Quick answer: Our top pick in 2026 is the 1st — our #1 rated choice. See the full ranked comparison, alternatives and buying advice below.
Is It Time to Upgrade? Here’s How to Know
PC hardware lasts longer than ever in 2026, yet games get more demanding every year. Knowing when to upgrade — and what to upgrade first — saves money and dodges pointless spending. This guide hands you the diagnostic tools and a decision framework so you know exactly when and what to upgrade.
Signs Your PC Needs an Upgrade
1. You Can’t Maintain Target FPS
If your PC can’t hold your target FPS (60 for casual, 144 for competitive) at acceptable settings in your most-played games, that’s a clear upgrade signal.

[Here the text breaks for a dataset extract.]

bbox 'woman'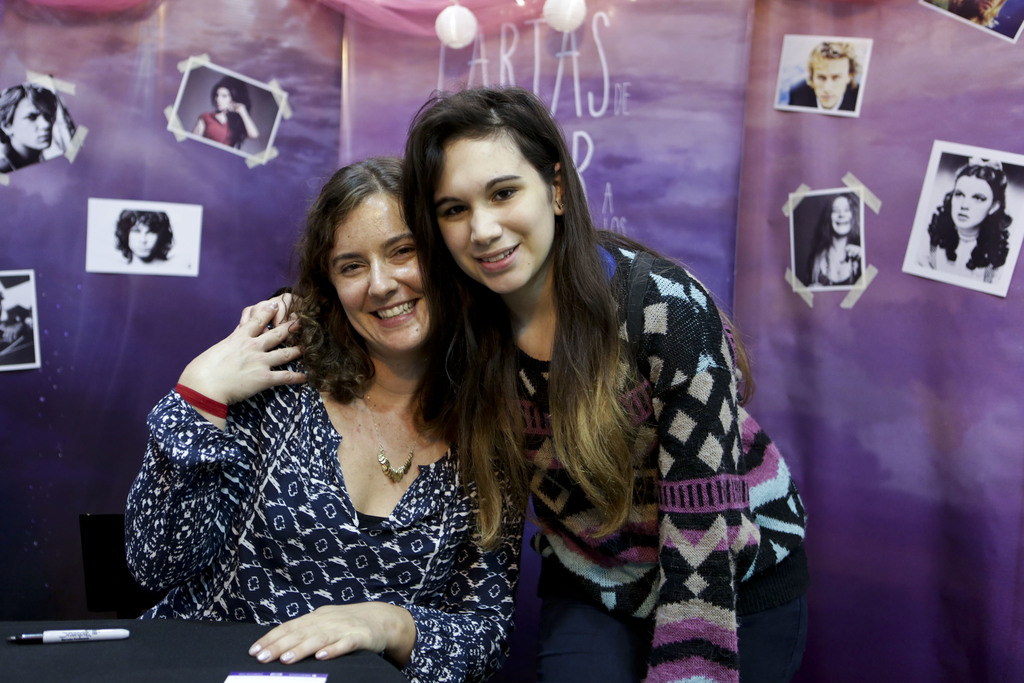
115 206 176 264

Watch the 1% lows specifically — an 80 FPS average with 1% lows of 25 feels awful. Aim for consistent performance, not just the average number.
2. GPU is Bottlenecking (GPU at 99% Constantly)
If GPU usage sits at 99% and the CPU is below 80%, you’re GPU-limited — drop settings or upgrade the GPU. If the CPU is pegged at 100% and the GPU is under 70%, you’re CPU-limited — sort the CPU path first (close apps, enable HAGS, or upgrade the CPU). Use the MSI Afterburner overlay to spot the bottleneck.
3. Running Out of VRAM
Modern AAA games at 1440p Ultra can top 10–12GB VRAM. If your GPU has 6–8GB and you’re seeing texture streaming issues, reduced-texture-quality warnings, or bad stuttering — VRAM is the bottleneck. That means a GPU upgrade; VRAM can’t be added.
4. Your GPU is More Than 4–5 Years Old
GPU generations bring 30–50% performance gains each. A GTX 1080 Ti (2017) is roughly an RTX 3060 Ti — three generations behind. If you’re still on RTX 20 series or older, moving to RTX 50/RX 9000 series is a transformative jump, DLSS 4/FSR 4 access included.
Upgrade Priority Order
| Priority | Upgrade | Impact | When to Do It |
|---|---|---|---|
| 1st | SSD (if on HDD) | Transformative | Immediately — biggest $ impact |
| 2nd | GPU | Very high | GPU 4+ years old, low FPS |
| 3rd | RAM (to 16–32GB) | High | Under 16GB in 2026 |
| 4th | CPU | Medium-high | CPU bottleneck confirmed |
| 5th | Monitor | Medium | Still on 60Hz, 1080p |
| 6th | Motherboard/Platform | Long-term | CPU upgrade requires new socket |
GPU Upgrade: The Best Investment in 2026
In 2026, if you’re on an RTX 2000/3000 series or RX 5000/6000 series GPU, upgrading to an RTX 5060 Ti or RX 9070 XT gives the best performance-per-dollar bump. These cards deliver 2–3x the performance of 4-year-old hardware, include DLSS 4/FSR 4 upscaling, and pack 16GB VRAM for future games.